If you’re part of an education company that does business in Europe—or that ever hopes to do business there—you need to know the GDPR.

The General Data Protection Regulation, which took effect in May, is a sweeping new European law that sets broad data-privacy rules for organizations processing data on citizens of the European Union. That includes many ed-tech providers in the United States and elsewhere, whose work marketing and selling their products in Europe and other foreign markets has been made easier by technology.

You’ve probably been awash in e-mails over the past few months from companies telling you about updates to their privacy policies and asking you to agree to the change. Many of them are almost certainly doing so with the GDPR squarely in mind.

On Tuesday, July 17 at 2 p.m. eastern, EdWeek Market Brief will host a webinar that gives ed-tech companies and others an in-depth look at how they can comply with the law. You can register for the event here.

The law sets tougher standards on companies in many areas. It requires new forms of consent before tech providers can process K-12 data; says privacy policies have to be written in clear, jargon-free language; gives individuals the right to access and get copies of the data collected on them; and in many circumstances guarantees people a “right to be forgotten,” among many other changes.

I’ll be joined in the webinar by a pair of guests who have studied the GDPR extensively and who know data-privacy law and the implications for schools.

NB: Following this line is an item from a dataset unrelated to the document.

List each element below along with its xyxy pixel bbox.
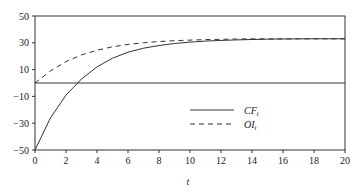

The first is Carl E. Schonander, the senior director for international public policy at the Software & Information Industry Association, a group that represents a wide swath of ed-tech companies. The other guest is Gabriela Zanfir-Fortuna, policy counsel on European Union issues for the Future of Privacy Forum, a nonprofit that brings together industry, consumer advocates, and researchers on tech and privacy issues.

“This is a complex law and a complex framework,” one consultant to tech companies told me recently, in a story I wrote for EdWeek Market Brief about the GDPR. “My advice to companies at this point is ‘Don’t panic.’ If you have not started to make changes, start. If you have started, keep going.”

Our webinar will help companies dissect the GDPR and figure out how they can get on the right path.